Those who can't do
This semester I’m teaching an undergraduate intermediate fiction workshop and I’m trying to be more like a real teacher, writing things on the board and talking about “story threads” and planning assignments weeks in advance. In the hopes of being seen as more serious and scholarly I didn’t ask what anyone’s astrological sign was in the first class. Then I called a student by the wrong name and immediately said “Fuck, that’s like the worst thing I could have done,” and I could tell my credibility was reset at 0. Oh well. My goal is to get really comfortable teaching a handful of stories, so that I can repurpose this syllabus in the future. In general I am finally getting a sense of what works. Sometimes it feels great and other times I am overcome with the futility of these efforts. I don’t mean because writing short stories doesn’t matter in the grand scheme of things. I’m sure it matters just as much as any other kind of work that isn’t “solving climate change” or “finding a cure for childhood cancers.” I mean futility in the sense that it doesn’t get me any closer to having a career, as far as I can tell. It’s very unlikely that I will get a staff teaching job, because I haven’t spent the last 15 years making my C.V. that of a person who gets hired for a staff teaching job. Instead I spent the last 15 years doing all these weird dead end things, such as host an online cooking show and write hundreds of blog posts and thousands of fucking TWEETS and cofound a feminist ebook store/book club/publishing enterprise that even at one point had an app?? When all that time if I’d actually wanted to be a college writing professor, I should have been getting an MFA and submitting short stories to Zyzzyva. Apart from when I was an undergraduate myself, I have never written a short story.
(inaccurate bio, but sure, I’ll take it!)
If at any point, by the way, you’re reading this and thinking, Emily how dare you complain about your career, you have accomplished x y and z and also you have x y and z structural advantages I would like to call your attention to the name of this free newsletter, which is meant to be ironic.
So yes, adjuncting: I am not the first to observe that it’s a mindfuck, a simultaneous ego boost and ego blow. On the one hand, it can make you feel powerful, having 15 people trapped in a room, forced to allow you to control their conversation for two hours. On the other hand, you get paid $6,500 per semester, which works out to about $3.75 an hour including grading, schlepping and thinking about it, which would be an ok base salary in a service job if the students all tipped 20%. Plus you have to carry your breast pump and computer and folder and notebook around in a cat-furred Everlane backpack which you leave on a chair in someone else’s actual office so you don’t have to haul it around all day as you make your copies and eat your soggy salad et cetera.
Unfortunately I am coming to realize that I really enjoy teaching, or at least, that there are a lot of things about it I enjoy. I love hearing my students’ thoughts and reading their work, which is often funny and insightful and shockingly accomplished. I like being forced to read and reread stories and find new ways to talk about them. I like finding ways to make drafts better. I like the feeling of discovery I get alongside them when they discover something new to love or hate, or a new trick to try.
A few weeks ago before class I met up with a friend, a woman who is also married to a great (male) writer, who works as a doula. She told me some fascinating and harrowing stories of the doula trade, which she absolutely loves and which she took up after a prior career as a screenwriter. She told me about a moment, years earlier, when her kids were much younger and before she’d discovered her passion for doula-ing. She was sitting with her husband and two of his colleagues, their friends, also writers, and the writers were all talking about their favorite nooks at MacDowell (or someplace like that) and, my friend said, “I felt a door close in my heart.”
I knew exactly what she meant.
She talked about how her job, as a doula, is to create the conditions that are necessary for the birth to happen, to follow her instincts about what the person who’s in labor needs (in the story she told, the person needed trashbags, water and dates, which she wisely thought to grab on the way out the door, which all came in handy on the traffic-clogged ride to the hospital.)
For a while now I have been thinking about how much of the work I do is also in this realm of “creating the conditions” for other people’s creative work to flourish. I read drafts, I pep talk, I promote and celebrate and interlocute like it’s my paying, full-time job, but it never technically has been — not yet, anyway. I have been feeling so resentful about that (obviously) but maybe I should be feeling good about it instead? It is a skill, albeit a tough one to get paid for. I inch closer to figuring out what to do with this skill every day. On some days I inch further away.
It might be that my life’s work is to help other people figure out how to do their work and that my own work is a distraction from that. It might be that helping other people is a distraction from my life’s work. It might be that it’s ok to do different things at different moments in a life. But increasingly my impulse is to find a way to finally get paid for what I’ve been doing all this time anyway: becoming a doula of books and writing, as well as a mother of my own.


# Work required:
Exact reproduction of all the data is required, with pictures excluded.

[Start of section]

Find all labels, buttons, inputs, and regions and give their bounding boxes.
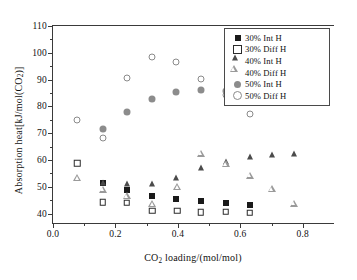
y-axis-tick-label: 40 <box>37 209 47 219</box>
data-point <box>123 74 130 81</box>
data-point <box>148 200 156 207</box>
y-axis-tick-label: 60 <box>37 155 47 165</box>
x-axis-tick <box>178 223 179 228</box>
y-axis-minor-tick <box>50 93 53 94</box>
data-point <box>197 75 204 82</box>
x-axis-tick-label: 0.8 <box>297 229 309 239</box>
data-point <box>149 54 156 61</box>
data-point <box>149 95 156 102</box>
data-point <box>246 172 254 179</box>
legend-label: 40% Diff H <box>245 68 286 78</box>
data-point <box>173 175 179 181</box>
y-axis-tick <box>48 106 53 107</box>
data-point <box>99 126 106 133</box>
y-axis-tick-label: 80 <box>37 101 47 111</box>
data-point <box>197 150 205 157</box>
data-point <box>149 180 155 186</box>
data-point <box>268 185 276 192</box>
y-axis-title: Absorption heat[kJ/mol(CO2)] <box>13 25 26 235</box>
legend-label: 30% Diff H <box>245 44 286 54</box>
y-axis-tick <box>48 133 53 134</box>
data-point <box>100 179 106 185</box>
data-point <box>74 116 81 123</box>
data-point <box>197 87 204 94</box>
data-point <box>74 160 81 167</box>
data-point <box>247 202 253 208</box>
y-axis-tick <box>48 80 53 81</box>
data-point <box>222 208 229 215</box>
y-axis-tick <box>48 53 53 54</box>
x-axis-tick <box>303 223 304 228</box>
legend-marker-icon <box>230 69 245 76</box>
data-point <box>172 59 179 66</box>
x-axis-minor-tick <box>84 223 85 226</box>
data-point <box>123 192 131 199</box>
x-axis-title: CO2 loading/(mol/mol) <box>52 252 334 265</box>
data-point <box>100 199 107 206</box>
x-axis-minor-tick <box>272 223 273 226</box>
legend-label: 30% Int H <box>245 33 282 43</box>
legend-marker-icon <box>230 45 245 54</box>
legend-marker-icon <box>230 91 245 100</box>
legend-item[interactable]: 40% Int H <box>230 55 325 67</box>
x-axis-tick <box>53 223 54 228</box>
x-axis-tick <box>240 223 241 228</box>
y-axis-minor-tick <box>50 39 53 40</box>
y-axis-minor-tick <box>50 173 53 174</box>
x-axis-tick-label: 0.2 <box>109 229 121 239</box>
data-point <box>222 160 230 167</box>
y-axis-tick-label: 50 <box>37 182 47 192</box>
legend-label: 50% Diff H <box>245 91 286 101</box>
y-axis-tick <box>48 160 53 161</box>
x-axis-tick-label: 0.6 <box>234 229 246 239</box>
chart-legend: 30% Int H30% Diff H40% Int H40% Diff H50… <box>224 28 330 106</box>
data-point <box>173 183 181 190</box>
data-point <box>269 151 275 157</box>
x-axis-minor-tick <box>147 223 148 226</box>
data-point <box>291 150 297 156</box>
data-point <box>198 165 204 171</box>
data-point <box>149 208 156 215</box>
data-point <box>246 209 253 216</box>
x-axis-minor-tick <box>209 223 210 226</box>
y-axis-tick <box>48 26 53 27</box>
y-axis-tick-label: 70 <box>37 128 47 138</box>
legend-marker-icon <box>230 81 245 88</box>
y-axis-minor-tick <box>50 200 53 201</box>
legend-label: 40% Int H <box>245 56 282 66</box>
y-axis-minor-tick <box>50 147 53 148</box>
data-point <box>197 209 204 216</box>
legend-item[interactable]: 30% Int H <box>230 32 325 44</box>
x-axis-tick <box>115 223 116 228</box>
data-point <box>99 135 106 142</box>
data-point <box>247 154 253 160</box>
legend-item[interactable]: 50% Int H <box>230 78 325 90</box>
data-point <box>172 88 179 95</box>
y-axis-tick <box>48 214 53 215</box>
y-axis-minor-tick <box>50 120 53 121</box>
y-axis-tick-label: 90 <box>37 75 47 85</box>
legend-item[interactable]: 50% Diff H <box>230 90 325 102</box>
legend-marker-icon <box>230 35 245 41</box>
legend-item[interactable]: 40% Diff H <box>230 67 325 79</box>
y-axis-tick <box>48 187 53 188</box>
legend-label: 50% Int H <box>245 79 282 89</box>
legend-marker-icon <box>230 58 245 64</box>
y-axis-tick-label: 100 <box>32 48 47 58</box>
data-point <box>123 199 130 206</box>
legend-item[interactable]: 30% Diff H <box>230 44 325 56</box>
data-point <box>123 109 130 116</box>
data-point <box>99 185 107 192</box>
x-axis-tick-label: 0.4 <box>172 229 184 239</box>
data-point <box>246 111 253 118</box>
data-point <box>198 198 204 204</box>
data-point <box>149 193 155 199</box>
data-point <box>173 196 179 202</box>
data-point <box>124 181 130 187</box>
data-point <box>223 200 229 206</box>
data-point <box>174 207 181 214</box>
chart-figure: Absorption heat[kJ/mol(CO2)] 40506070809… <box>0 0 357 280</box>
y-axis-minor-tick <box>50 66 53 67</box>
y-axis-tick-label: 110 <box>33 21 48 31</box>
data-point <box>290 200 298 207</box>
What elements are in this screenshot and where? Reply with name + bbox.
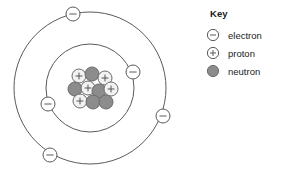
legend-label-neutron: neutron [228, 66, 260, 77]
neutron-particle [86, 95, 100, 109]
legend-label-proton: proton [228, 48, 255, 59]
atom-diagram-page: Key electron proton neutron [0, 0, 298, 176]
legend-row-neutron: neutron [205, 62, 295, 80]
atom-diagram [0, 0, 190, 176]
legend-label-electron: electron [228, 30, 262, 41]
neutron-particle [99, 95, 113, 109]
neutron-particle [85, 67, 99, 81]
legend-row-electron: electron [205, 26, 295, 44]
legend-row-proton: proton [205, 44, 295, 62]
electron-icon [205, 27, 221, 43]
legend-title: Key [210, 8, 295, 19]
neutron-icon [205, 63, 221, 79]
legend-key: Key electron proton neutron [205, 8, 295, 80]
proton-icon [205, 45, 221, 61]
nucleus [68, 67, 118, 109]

[End of section]

# The answer:
Find all labels, buttons, inputs, and regions and give their bounding boxes.
y-axis-tick-label: 40 <box>37 209 47 219</box>
data-point <box>123 74 130 81</box>
data-point <box>148 200 156 207</box>
y-axis-tick-label: 60 <box>37 155 47 165</box>
x-axis-tick <box>178 223 179 228</box>
y-axis-minor-tick <box>50 93 53 94</box>
data-point <box>197 75 204 82</box>
x-axis-tick-label: 0.8 <box>297 229 309 239</box>
data-point <box>149 54 156 61</box>
data-point <box>149 95 156 102</box>
data-point <box>246 172 254 179</box>
legend-label: 40% Diff H <box>245 68 286 78</box>
data-point <box>173 175 179 181</box>
y-axis-tick <box>48 106 53 107</box>
data-point <box>99 126 106 133</box>
y-axis-tick-label: 80 <box>37 101 47 111</box>
data-point <box>197 150 205 157</box>
data-point <box>149 180 155 186</box>
data-point <box>268 185 276 192</box>
y-axis-title: Absorption heat[kJ/mol(CO2)] <box>13 25 26 235</box>
legend-label: 30% Diff H <box>245 44 286 54</box>
y-axis-tick <box>48 133 53 134</box>
data-point <box>100 179 106 185</box>
data-point <box>74 116 81 123</box>
data-point <box>197 87 204 94</box>
data-point <box>74 160 81 167</box>
data-point <box>247 202 253 208</box>
y-axis-tick <box>48 80 53 81</box>
data-point <box>222 208 229 215</box>
y-axis-tick <box>48 53 53 54</box>
x-axis-tick <box>303 223 304 228</box>
legend-marker-icon <box>230 69 245 76</box>
data-point <box>172 59 179 66</box>
x-axis-minor-tick <box>84 223 85 226</box>
data-point <box>123 192 131 199</box>
x-axis-title: CO2 loading/(mol/mol) <box>52 252 334 265</box>
data-point <box>100 199 107 206</box>
x-axis-minor-tick <box>272 223 273 226</box>
legend-label: 30% Int H <box>245 33 282 43</box>
legend-marker-icon <box>230 45 245 54</box>
legend-marker-icon <box>230 91 245 100</box>
legend-item[interactable]: 40% Int H <box>230 55 325 67</box>
x-axis-tick <box>53 223 54 228</box>
x-axis-tick <box>240 223 241 228</box>
y-axis-minor-tick <box>50 39 53 40</box>
y-axis-minor-tick <box>50 173 53 174</box>
x-axis-tick-label: 0.2 <box>109 229 121 239</box>
data-point <box>222 160 230 167</box>
y-axis-tick-label: 50 <box>37 182 47 192</box>
legend-label: 50% Diff H <box>245 91 286 101</box>
y-axis-tick <box>48 160 53 161</box>
x-axis-tick-label: 0.6 <box>234 229 246 239</box>
chart-legend: 30% Int H30% Diff H40% Int H40% Diff H50… <box>224 28 330 106</box>
data-point <box>173 183 181 190</box>
data-point <box>269 151 275 157</box>
x-axis-minor-tick <box>147 223 148 226</box>
data-point <box>291 150 297 156</box>
data-point <box>198 165 204 171</box>
data-point <box>149 208 156 215</box>
data-point <box>246 209 253 216</box>
x-axis-minor-tick <box>209 223 210 226</box>
y-axis-tick <box>48 26 53 27</box>
y-axis-tick-label: 70 <box>37 128 47 138</box>
legend-marker-icon <box>230 81 245 88</box>
y-axis-minor-tick <box>50 200 53 201</box>
legend-label: 40% Int H <box>245 56 282 66</box>
y-axis-minor-tick <box>50 147 53 148</box>
data-point <box>197 209 204 216</box>
legend-item[interactable]: 30% Int H <box>230 32 325 44</box>
x-axis-tick <box>115 223 116 228</box>
data-point <box>99 135 106 142</box>
data-point <box>247 154 253 160</box>
legend-item[interactable]: 50% Int H <box>230 78 325 90</box>
data-point <box>172 88 179 95</box>
y-axis-tick <box>48 214 53 215</box>
y-axis-minor-tick <box>50 120 53 121</box>
y-axis-tick-label: 90 <box>37 75 47 85</box>
legend-item[interactable]: 50% Diff H <box>230 90 325 102</box>
legend-marker-icon <box>230 35 245 41</box>
legend-item[interactable]: 40% Diff H <box>230 67 325 79</box>
y-axis-tick <box>48 187 53 188</box>
legend-label: 50% Int H <box>245 79 282 89</box>
legend-marker-icon <box>230 58 245 64</box>
y-axis-tick-label: 100 <box>32 48 47 58</box>
data-point <box>123 199 130 206</box>
legend-item[interactable]: 30% Diff H <box>230 44 325 56</box>
data-point <box>123 109 130 116</box>
data-point <box>99 185 107 192</box>
x-axis-tick-label: 0.4 <box>172 229 184 239</box>
data-point <box>246 111 253 118</box>
data-point <box>198 198 204 204</box>
data-point <box>149 193 155 199</box>
data-point <box>173 196 179 202</box>
data-point <box>124 181 130 187</box>
data-point <box>223 200 229 206</box>
data-point <box>174 207 181 214</box>
chart-figure: Absorption heat[kJ/mol(CO2)] 40506070809… <box>0 0 357 280</box>
y-axis-minor-tick <box>50 66 53 67</box>
y-axis-tick-label: 110 <box>33 21 48 31</box>
data-point <box>290 200 298 207</box>
What elements are in this screenshot and where? Reply with name + bbox.
legend-label-neutron: neutron [228, 66, 260, 77]
neutron-particle [86, 95, 100, 109]
legend-label-proton: proton [228, 48, 255, 59]
atom-diagram-page: Key electron proton neutron [0, 0, 298, 176]
legend-row-neutron: neutron [205, 62, 295, 80]
atom-diagram [0, 0, 190, 176]
legend-label-electron: electron [228, 30, 262, 41]
neutron-particle [99, 95, 113, 109]
neutron-particle [85, 67, 99, 81]
legend-row-electron: electron [205, 26, 295, 44]
legend-row-proton: proton [205, 44, 295, 62]
electron-icon [205, 27, 221, 43]
legend-title: Key [210, 8, 295, 19]
neutron-icon [205, 63, 221, 79]
legend-key: Key electron proton neutron [205, 8, 295, 80]
proton-icon [205, 45, 221, 61]
nucleus [68, 67, 118, 109]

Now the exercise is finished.